- Home
- Skills
- Zhanghandong
- Rust Skills
- Domain Cli
domain-cli_skill
- Shell
565
GitHub Stars
1
Bundled Files
2 months ago
Catalog Refreshed
4 months ago
First Indexed
Readme & install
Copy the install command, review bundled files from the catalogue, and read any extended description pulled from the listing source.
Installation
Preview and clipboard use veilstrat where the catalogue uses aiagentskills.
npx veilstrat add skill zhanghandong/rust-skills --skill domain-cli- SKILL.md3.9 KB
Overview
This skill provides practical guidelines and patterns for building robust Rust CLI tools. It captures domain constraints (user communication, config precedence, exit codes, interrupt handling) and maps them to concrete crates and code patterns for argument parsing, config layering, progress display, and terminal UI. Use it to design predictable, scriptable, and user-friendly command-line applications.
How this skill works
The skill inspects common CLI domain rules and translates them into design constraints and Rust implementations. It recommends crates (clap, figment/config, indicatif, dialoguer, ratatui, crossterm) and patterns (derive-based args structs, subcommands, layered config, RAII progress bars). It also enumerates common mistakes and the fixes to enforce correct stdout/stderr usage, exit codes, and config precedence.
When to use it
- Building a new Rust command-line tool or utility
- Designing argument parsing and subcommands with type safety
- Implementing layered configuration (CLI > env > file > defaults)
- Adding progress indicators, prompts, or TUI components
- Ensuring correct exit codes and scriptable output
Best practices
- Send data to stdout and errors to stderr (println! vs eprintln!)
- Enforce config precedence: CLI args > environment vars > config file > defaults
- Use #[derive(Parser)] and #[derive(Subcommand)] from clap for type-driven args
- Return Result from main or call std::process::exit with non-zero codes on error
- Use RAII-style progress bars (indicatif) for long operations and signal handling for interrupts
Example use cases
- A scaffolding tool with Init and Run subcommands parsed via clap derives
- A background worker that reads config from file, environment, and CLI with clear precedence
- An installer that shows progress bars and interactive prompts (indicatif + dialoguer)
- A TUI-based admin tool using ratatui + crossterm with proper terminal cleanup
- A CLI intended for automation where stdout is machine-readable and stderr contains human messages
FAQ
Define a top-level args struct with #[derive(Parser)] and an enum with #[derive(Subcommand)] for subcommands; match the enum to dispatch handlers.
What is the recommended config precedence?
Apply sources in order: CLI args override environment variables, which override config file values, which override built-in defaults.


__WORK ITEM__: Each entry should be printed exactly, with its images omitted.

__RECORDS TO USE__:
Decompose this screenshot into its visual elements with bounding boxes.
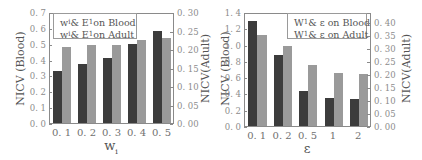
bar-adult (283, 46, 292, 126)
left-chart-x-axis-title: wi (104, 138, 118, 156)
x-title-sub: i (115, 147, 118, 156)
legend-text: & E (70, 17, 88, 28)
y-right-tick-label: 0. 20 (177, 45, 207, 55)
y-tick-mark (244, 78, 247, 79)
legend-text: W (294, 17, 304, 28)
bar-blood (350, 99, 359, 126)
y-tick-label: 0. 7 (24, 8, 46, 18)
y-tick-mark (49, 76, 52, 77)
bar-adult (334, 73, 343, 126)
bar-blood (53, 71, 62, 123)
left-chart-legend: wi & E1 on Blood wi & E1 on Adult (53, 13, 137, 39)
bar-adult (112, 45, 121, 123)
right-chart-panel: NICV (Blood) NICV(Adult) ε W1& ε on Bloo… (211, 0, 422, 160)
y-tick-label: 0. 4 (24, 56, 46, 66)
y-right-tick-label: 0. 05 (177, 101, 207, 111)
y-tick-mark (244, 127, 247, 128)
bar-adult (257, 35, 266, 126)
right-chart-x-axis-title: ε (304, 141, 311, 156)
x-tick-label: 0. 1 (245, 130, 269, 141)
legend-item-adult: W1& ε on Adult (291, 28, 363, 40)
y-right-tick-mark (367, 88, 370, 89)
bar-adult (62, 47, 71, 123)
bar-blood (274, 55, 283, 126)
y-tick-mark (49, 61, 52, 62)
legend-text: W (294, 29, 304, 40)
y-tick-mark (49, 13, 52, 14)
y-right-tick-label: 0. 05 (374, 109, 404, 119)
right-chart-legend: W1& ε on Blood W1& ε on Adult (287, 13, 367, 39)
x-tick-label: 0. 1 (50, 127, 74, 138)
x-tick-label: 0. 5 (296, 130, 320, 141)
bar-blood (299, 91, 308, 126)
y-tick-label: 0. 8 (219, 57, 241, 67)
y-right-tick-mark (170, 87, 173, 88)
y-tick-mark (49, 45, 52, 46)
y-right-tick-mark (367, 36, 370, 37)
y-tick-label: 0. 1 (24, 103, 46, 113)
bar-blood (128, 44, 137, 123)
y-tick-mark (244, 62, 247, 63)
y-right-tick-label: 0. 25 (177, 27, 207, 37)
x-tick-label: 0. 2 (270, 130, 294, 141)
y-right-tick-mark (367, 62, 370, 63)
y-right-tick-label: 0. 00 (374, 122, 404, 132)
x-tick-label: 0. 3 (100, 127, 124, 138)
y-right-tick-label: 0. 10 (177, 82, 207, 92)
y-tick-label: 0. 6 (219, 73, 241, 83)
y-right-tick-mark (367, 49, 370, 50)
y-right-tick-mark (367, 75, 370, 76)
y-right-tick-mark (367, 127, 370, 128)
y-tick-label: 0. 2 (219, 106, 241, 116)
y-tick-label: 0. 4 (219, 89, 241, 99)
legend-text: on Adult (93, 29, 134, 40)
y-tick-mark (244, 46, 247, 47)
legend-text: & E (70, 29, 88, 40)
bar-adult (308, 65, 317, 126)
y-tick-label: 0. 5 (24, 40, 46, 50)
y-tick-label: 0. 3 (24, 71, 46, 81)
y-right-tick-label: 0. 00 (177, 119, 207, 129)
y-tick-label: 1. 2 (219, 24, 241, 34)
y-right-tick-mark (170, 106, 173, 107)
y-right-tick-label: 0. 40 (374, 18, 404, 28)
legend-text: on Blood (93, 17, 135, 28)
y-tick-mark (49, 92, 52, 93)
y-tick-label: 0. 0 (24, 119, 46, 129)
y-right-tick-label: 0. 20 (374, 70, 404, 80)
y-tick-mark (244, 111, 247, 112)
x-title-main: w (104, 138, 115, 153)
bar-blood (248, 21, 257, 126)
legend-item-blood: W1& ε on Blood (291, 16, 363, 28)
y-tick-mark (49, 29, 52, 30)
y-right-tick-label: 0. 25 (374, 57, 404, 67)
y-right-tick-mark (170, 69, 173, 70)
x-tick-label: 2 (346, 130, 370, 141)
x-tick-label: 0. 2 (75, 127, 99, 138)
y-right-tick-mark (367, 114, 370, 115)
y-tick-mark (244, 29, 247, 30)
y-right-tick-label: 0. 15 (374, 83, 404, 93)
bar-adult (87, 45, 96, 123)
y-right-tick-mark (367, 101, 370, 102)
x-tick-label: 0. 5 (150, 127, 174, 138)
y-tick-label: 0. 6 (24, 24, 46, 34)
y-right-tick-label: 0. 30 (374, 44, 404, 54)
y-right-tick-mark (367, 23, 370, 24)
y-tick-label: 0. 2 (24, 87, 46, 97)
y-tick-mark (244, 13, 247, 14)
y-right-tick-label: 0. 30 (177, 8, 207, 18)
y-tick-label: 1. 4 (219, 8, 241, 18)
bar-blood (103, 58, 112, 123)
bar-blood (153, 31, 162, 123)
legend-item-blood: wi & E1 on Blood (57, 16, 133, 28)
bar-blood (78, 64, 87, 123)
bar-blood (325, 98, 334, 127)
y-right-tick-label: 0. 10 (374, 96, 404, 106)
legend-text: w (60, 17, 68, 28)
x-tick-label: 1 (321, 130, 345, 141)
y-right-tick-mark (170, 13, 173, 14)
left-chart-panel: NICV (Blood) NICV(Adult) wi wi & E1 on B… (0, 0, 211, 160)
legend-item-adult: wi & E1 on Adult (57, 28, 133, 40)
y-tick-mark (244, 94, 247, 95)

__EXPECTED OUTPUT__:
Decompose this screenshot into its visual elements with bounding boxes.
bar-adult (283, 46, 292, 126)
left-chart-x-axis-title: wi (104, 138, 118, 156)
x-title-sub: i (115, 147, 118, 156)
legend-text: & E (70, 17, 88, 28)
y-right-tick-label: 0. 20 (177, 45, 207, 55)
y-tick-mark (244, 78, 247, 79)
legend-text: W (294, 17, 304, 28)
bar-blood (350, 99, 359, 126)
y-tick-label: 0. 7 (24, 8, 46, 18)
y-tick-mark (49, 76, 52, 77)
bar-adult (334, 73, 343, 126)
bar-blood (53, 71, 62, 123)
left-chart-legend: wi & E1 on Blood wi & E1 on Adult (53, 13, 137, 39)
bar-adult (112, 45, 121, 123)
right-chart-panel: NICV (Blood) NICV(Adult) ε W1& ε on Bloo… (211, 0, 422, 160)
y-tick-label: 0. 4 (24, 56, 46, 66)
y-right-tick-label: 0. 05 (177, 101, 207, 111)
y-tick-mark (244, 127, 247, 128)
bar-adult (257, 35, 266, 126)
right-chart-x-axis-title: ε (304, 141, 311, 156)
x-tick-label: 0. 1 (245, 130, 269, 141)
legend-item-adult: W1& ε on Adult (291, 28, 363, 40)
y-right-tick-mark (367, 88, 370, 89)
bar-adult (62, 47, 71, 123)
bar-blood (274, 55, 283, 126)
y-tick-mark (49, 61, 52, 62)
legend-text: W (294, 29, 304, 40)
y-tick-mark (49, 13, 52, 14)
y-right-tick-label: 0. 05 (374, 109, 404, 119)
right-chart-legend: W1& ε on Blood W1& ε on Adult (287, 13, 367, 39)
x-tick-label: 0. 1 (50, 127, 74, 138)
x-tick-label: 0. 5 (296, 130, 320, 141)
bar-blood (299, 91, 308, 126)
y-tick-label: 0. 8 (219, 57, 241, 67)
y-right-tick-mark (170, 87, 173, 88)
y-tick-mark (49, 45, 52, 46)
y-right-tick-mark (367, 36, 370, 37)
y-tick-label: 0. 1 (24, 103, 46, 113)
bar-blood (128, 44, 137, 123)
y-tick-mark (244, 62, 247, 63)
y-right-tick-label: 0. 25 (177, 27, 207, 37)
x-tick-label: 0. 2 (270, 130, 294, 141)
y-right-tick-mark (367, 62, 370, 63)
y-right-tick-label: 0. 00 (374, 122, 404, 132)
x-tick-label: 0. 3 (100, 127, 124, 138)
y-right-tick-label: 0. 10 (177, 82, 207, 92)
y-tick-label: 0. 6 (219, 73, 241, 83)
y-right-tick-mark (367, 49, 370, 50)
y-right-tick-mark (367, 75, 370, 76)
y-right-tick-mark (367, 127, 370, 128)
y-tick-label: 0. 2 (219, 106, 241, 116)
y-tick-label: 0. 4 (219, 89, 241, 99)
legend-text: on Adult (93, 29, 134, 40)
y-tick-mark (244, 46, 247, 47)
legend-text: & E (70, 29, 88, 40)
bar-adult (308, 65, 317, 126)
y-tick-label: 0. 5 (24, 40, 46, 50)
y-tick-label: 0. 3 (24, 71, 46, 81)
y-right-tick-label: 0. 00 (177, 119, 207, 129)
y-tick-label: 1. 2 (219, 24, 241, 34)
y-right-tick-mark (170, 106, 173, 107)
y-right-tick-label: 0. 40 (374, 18, 404, 28)
legend-text: on Blood (93, 17, 135, 28)
y-tick-mark (49, 92, 52, 93)
y-tick-label: 0. 0 (24, 119, 46, 129)
y-right-tick-label: 0. 20 (374, 70, 404, 80)
y-tick-mark (244, 111, 247, 112)
x-title-main: w (104, 138, 115, 153)
bar-blood (248, 21, 257, 126)
legend-item-blood: W1& ε on Blood (291, 16, 363, 28)
y-tick-mark (49, 29, 52, 30)
y-right-tick-label: 0. 25 (374, 57, 404, 67)
y-right-tick-mark (170, 69, 173, 70)
x-tick-label: 2 (346, 130, 370, 141)
x-tick-label: 0. 2 (75, 127, 99, 138)
y-right-tick-mark (367, 114, 370, 115)
y-tick-mark (244, 29, 247, 30)
y-right-tick-label: 0. 15 (374, 83, 404, 93)
bar-adult (87, 45, 96, 123)
y-right-tick-mark (367, 101, 370, 102)
x-tick-label: 0. 5 (150, 127, 174, 138)
y-tick-label: 0. 6 (24, 24, 46, 34)
y-right-tick-label: 0. 30 (374, 44, 404, 54)
y-right-tick-mark (367, 23, 370, 24)
y-tick-label: 0. 2 (24, 87, 46, 97)
y-tick-mark (244, 13, 247, 14)
y-right-tick-label: 0. 30 (177, 8, 207, 18)
y-tick-label: 1. 4 (219, 8, 241, 18)
bar-blood (103, 58, 112, 123)
bar-blood (153, 31, 162, 123)
legend-item-blood: wi & E1 on Blood (57, 16, 133, 28)
bar-blood (78, 64, 87, 123)
bar-blood (325, 98, 334, 127)
y-right-tick-label: 0. 10 (374, 96, 404, 106)
legend-text: w (60, 17, 68, 28)
x-tick-label: 1 (321, 130, 345, 141)
y-right-tick-mark (170, 13, 173, 14)
left-chart-panel: NICV (Blood) NICV(Adult) wi wi & E1 on B… (0, 0, 211, 160)
legend-item-adult: wi & E1 on Adult (57, 28, 133, 40)
y-tick-mark (244, 94, 247, 95)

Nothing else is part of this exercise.